Moving from Legacy Software to Data Intelligence

Business success today requires intelligent technologies to ensure process efficiency, recognize trends, mitigate risks, and automate repetitive tasks. Implementing smart technologies has, therefore, become an important growth strategy. Before investing in sophisticated and (often) cloud-based data-intelligence solutions, organizations must determine whether their business ecosystems can support such capabilities.

For the past several years, legacy infrastructure (comprising of outdated hardware, operating systems, ERPs, CRMs, etc.) has become incompatible with modern information technology applications. It is, therefore, unable to meet the information needs of businesses or support business innovation. Other issues also emerge, such as high expenditure due to lower productivity and operating costs, greater susceptibility to security threats, poor employee experience, lack of speed, etc.

Data Intelligence

A significant challenge arises when the legacy IT infrastructure prohibits integration with advanced data intelligence services or limits the utilization of the full potential of data. This can occur due to-

  • The nature of the IT infrastructure. Owing to the limitations of legacy ERP, large organizations rely on an extensive IT infrastructure, from ERPs to specialized software, to manage their diverse processes – customer relationship management, demand planning, pricing management, production planning, etc. Such systems may abound across departments and geographies. Consequently, several complications emerge:
    • Lack of standardization– Different ERP or CRM systems may have different standards of data entry and management. For instance, products with colour or size variations may be defined as a single SKU or different SKUs, or the same product may be listed in different ways in different systems – SKU123, SKU 123, Sku123, SKU-123, etc. Similarly, process-specific differentiation may occur such as packaging requirements varying for different geographies. This makes data consistency and accuracy hard to maintain and a singular view and control difficult to establish.
    • Lack of access to high-quality data – An ERP sprawl, especially one that is disjoint or lacks a centralized data management protocol, often suffers from inaccurate, inconsistent data scenarios. A misleading information scenario may occur when a data update in one system does not reflect across all systems. Such inconsistencies pose data accuracy challenges.
  • Hassle of integration. Managing the incompatibility with APIs, new applications, and modern cloud-based or SaaS solutions can be cumbersome requiring extensive and expensive code customization.
  • Lack of visibility and collaboration. Legacy software lacks the technical flexibility to update or sync or support diverse business processes. Consequently, key stakeholders in different geographies cannot communicate data or collaborate. Further, without a single view of existing capacities and constraints, businesses lack the responsiveness to sudden demand or supply changes, even with advanced capabilities.

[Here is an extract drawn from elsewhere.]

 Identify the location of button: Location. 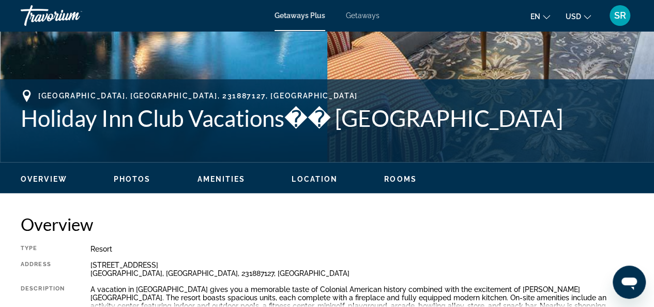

Such issues of legacy systems establish them as bottlenecks of performance. Yet, for reasons varying from a resistance to change and misplaced loyalty to training and investment hurdles, many businesses continue operating their legacy systems, often with massive customizations and adaptations.

Moving Towards Advanced Data Intelligence

In recent years, the increased utilization of AI, IoT, and data analytics capabilities in the supply chain has served to deliver top-line business growth and productivity. As per a Forbes Insights survey, 44% of the respondents from the automotive and manufacturing sectors stated the high importance of AI to the manufacturing function, with 49% considering it to be critical to success.

Given the many drawbacks of legacy systems and the massive potential of advanced data intelligence services, it is wise that businesses rethink their organizational priorities. Effort must be taken towards modifying the IT infrastructure towards a more AI-centered approach.

To align businesses towards AI, organizations must take a combination of initiatives from eliminating redundant software, hardware, and other legacy systems to adapting and updating their IT systems and integrating with specialized AI/ML solutions. This includes-

  • Supporting on-demand access to accurate and relevant data from anywhere or any source for enterprise-wide visibility.
  • Updating and cleansing data variations and redundancies, ensuring data quality, and upholding master data management to create a single version of truth.
  • Ensuring data sharing and collaboration across supply chain functions and geographies.
  • Establishing planning as a mission-critical activity and leveraging integration and optimization capabilities. To this end, SaaS products, such as Verdis, can offer enterprise planning solutions that integrate seamlessly with existing ERP solutions, support data management, and deliver planning optimization for complex scenarios.

Conclusion

Increasingly, the transformative potential of data and analytics is being realized and more and more businesses are alighting on the bandwagon of AI/ML as a means to furthering business growth. Although legacy systems have been the modus operandi till now, it is time that businesses take a hard look at whether these are limiting business performance and growth. Maybe their status from legacy to relic is long overdue.